A cowboy stands on horizontal ground between two parallel vertical cliffs. He is not midway between the cliffs. He fires a shot and hears its echoes. The second echo arrives \(1.92 \mathrm{s}\) after the first and \(1.47 \mathrm{s}\) before the third. Consider only the sound traveling parallel to the ground and reflecting from the cliffs. Take the speed of sound as \(340 \mathrm{m} / \mathrm{s}\) (a) What is the distance between the cliffs? (b) What If? If he can hear a fourth echo, how long after the third echo does it arrive?

This problem represents a possible (but not recommended) way to code instantaneous pressures in a sound wave into 16 -bit digital words. Example 17.2 mentions that the pressure amplitude of a \(120-\mathrm{dB}\) sound is \(28.7 \mathrm{N} / \mathrm{m}^{2}\) Let this pressure variation be represented by the digital -code \(65536 .\) Let zero pressure variation be represented on the recording by the digital word \(0 .\) Let other intermediate pressures be represented by digital words of intermediate -size, in direct proportion to the pressure. (a) What digital word would represent the maximum pressure in a \(40 \mathrm{dB}\) -sound? (b) Explain why this scheme works poorly for soft -sounds. (c) Explain how this coding scheme would clip off half of the waveform of any sound, ignoring the actual -shape of the wave and turning it into a string of zeros. By introducing sharp corners into every recorded waveform, this coding scheme would make everything sound like a buzzer or a kazoo.

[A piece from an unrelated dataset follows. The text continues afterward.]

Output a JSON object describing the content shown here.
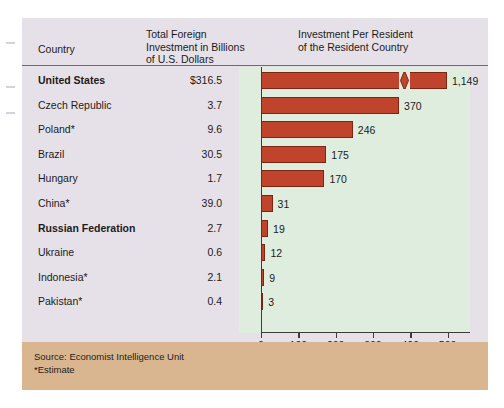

Many artists sing very high notes in ad lib ornaments and cadenzas. The highest note written for a singer in a published score was F-sharp above high \(\mathrm{C}, 1.480 \mathrm{kHz}\), for Zerbinetta in the original version of Richard Strauss's opera Ariadne auf Naxos. (a) Find the wavelength of this sound in air. (b) Suppose people in the fourth row of seats hear this note with level \(81.0 \mathrm{dB} .\) Find the displacement amplitude of the sound. (c) What If? Because of complaints, Strauss later transposed the note down to \(\mathrm{F}\) above high \(\mathrm{C}, 1.397 \mathrm{kHz}\). By what increment did the wavelength change?

The tensile stress in a thick copper bar is \(99.5 \%\) of its elastic breaking point of \(13.0 \times 10^{10} \mathrm{N} / \mathrm{m}^{2} .\) If a \(500-\mathrm{Hz}\) sound wave is transmitted through the material, (a) what displacement amplitude will cause the bar to break? (b) What is the maximum speed of the elements of copper at this moment? (c) What is the sound intensity in the bar?